For over six months, the Ukrainian people have mobilized and fought to prevent Moscow’s forces from conquering their country and crushing its independence. Repulsing attacks on Kyiv, the capital, and elsewhere in the northeast, they have sapped the morale of Moscow’s much bigger military forces. In the south, Kyiv’s army has launched a counteroffensive backed by partisans behind the lines, seeking to retake the Kherson region.
Russian President Vladimir Putin’s forces are weakened and have failed to make new gains for many weeks in their efforts to seize all of eastern Ukraine.
At the beginning of the invasion, Russian troops poured north from occupied Crimea to seize Kherson and the Zaporizhzhia nuclear power plant, in southeast Ukraine. They have occupied the plant — the largest in Europe — filling its grounds with artillery and tanks. Shelling there severed a power transmission line Sept. 5, disconnecting the plant from the Ukrainian electrical grid for now.
Natalia Kirtenko, a 64-year-old retiree living in Mykolaiv near Kherson, told the Wall Street Journal that the step up in shelling in the area has given people hope. “At least we know this means our guys are moving forward,” she said. “So our mood has improved.”
Counteroffensive in Kherson
Ukrainian forces launched a slow and deliberate counteroffensive to retake Kherson at the end of August. They have targeted supply routes and depots behind the battle lines to try to cut off and weaken Moscow’s forces. Ukrainian advances have retaken some villages. A picture of a Ukrainian soldier raising the country’s flag over Vysokopillya went viral.
Many of Kherson’s 280,000 residents rose up to protest when Russian forces rolled into the city. A savage crackdown by Putin’s troops drove protesters off the street, but didn’t crush most residents’ resolve to free the city of the invaders. While thousands of people fled, most of those remaining are determined to throw off the Russian yoke.

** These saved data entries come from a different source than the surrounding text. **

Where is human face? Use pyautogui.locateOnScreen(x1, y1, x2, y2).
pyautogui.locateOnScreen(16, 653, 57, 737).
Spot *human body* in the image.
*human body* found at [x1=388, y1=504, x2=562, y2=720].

The Kremlin tries to depict the Ukrainian counteroffensive as a costly failure. However, the Russian-appointed administration in Kherson said Sept. 5 that its planned referendum at gunpoint aimed at its forced incorporation into Russia has had to be put on hold.
Kirill Stremousov, deputy head of the occupation authority, acknowledged Moscow’s invaders still had to make the population believe that “we are the ones liberating them.” The true character of Moscow’s “liberation” of Kherson was demonstrated when on Sept. 5 its authorities threatened to shoot anyone trying to cross the Dnipro River to escape.

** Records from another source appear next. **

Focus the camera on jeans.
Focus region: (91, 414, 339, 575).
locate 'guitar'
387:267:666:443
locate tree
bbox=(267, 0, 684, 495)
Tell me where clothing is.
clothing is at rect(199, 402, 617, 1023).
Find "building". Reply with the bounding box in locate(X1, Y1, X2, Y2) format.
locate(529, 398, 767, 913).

The Ukrainian southern command reports that deteriorating conditions around Kherson have led the 127th Regiment of Russia’s 1st Army Corps to refuse to fight. Russian “personnel in advanced positions were left even without water.”
Pavel Filatyev, a Russian paratrooper from the elite 56th Regiment, released an Aug. 1 video calling on fellow soldiers to quit the war. Half the troops in his regiment have resigned their commissions, he said. Filatyev says that the Russian people will become as ashamed of the war in Ukraine as they are today of Moscow’s earlier brutal wars in Afghanistan and Chechnya.

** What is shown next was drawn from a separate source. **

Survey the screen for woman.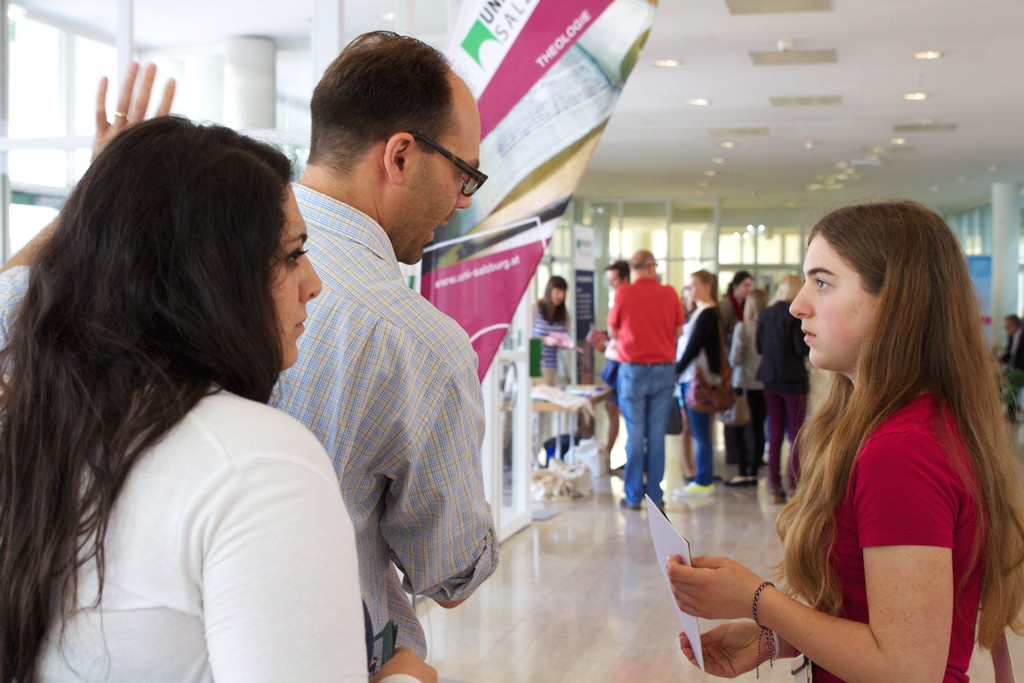
Survey found: [left=721, top=290, right=775, bottom=483].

In an online account he also describes how Russian troops in the Kherson region came apart amid resistance by the local population and the inability of Moscow to get them needed food and supplies.
Facing persecution and up to 15 years in prison for voicing opposition to the war, he decided to flee. He is seeking asylum in France.
While avoiding imposing a draft, the Kremlin has ordered Russian state companies to designate “volunteers” for the military from employee lists. State-managed railways are instructed to nominate 10,000 workers who will be forced to sign short-term military contracts and be press-ganged to the front lines.
Moscow cuts natural gas supply
The largest ground conflict in Europe since the second imperialist world war has accelerated the deepening economic crisis hitting working people across Europe. Natural gas prices have surged tenfold compared to a year ago. After Moscow’s Sept. 5 announcement that it was shutting down the Nord Stream 1 pipeline supplying gas to several European countries, stock prices fell and the euro plunged to a 20-year low against the dollar.
It’s working people across Europe who bear the brunt of skyrocketing electricity prices. Likewise, it’s working people in Russia who are hardest hit by sanctions imposed by Washington and other imperialist powers.
The sanctions are a barrier to deepening fraternization between Ukrainian and Russian working people.
Putin’s invasion has also prompted capitalist rulers worldwide to launch rearmament programs as each prepares to defend their own predatory interests against their rivals.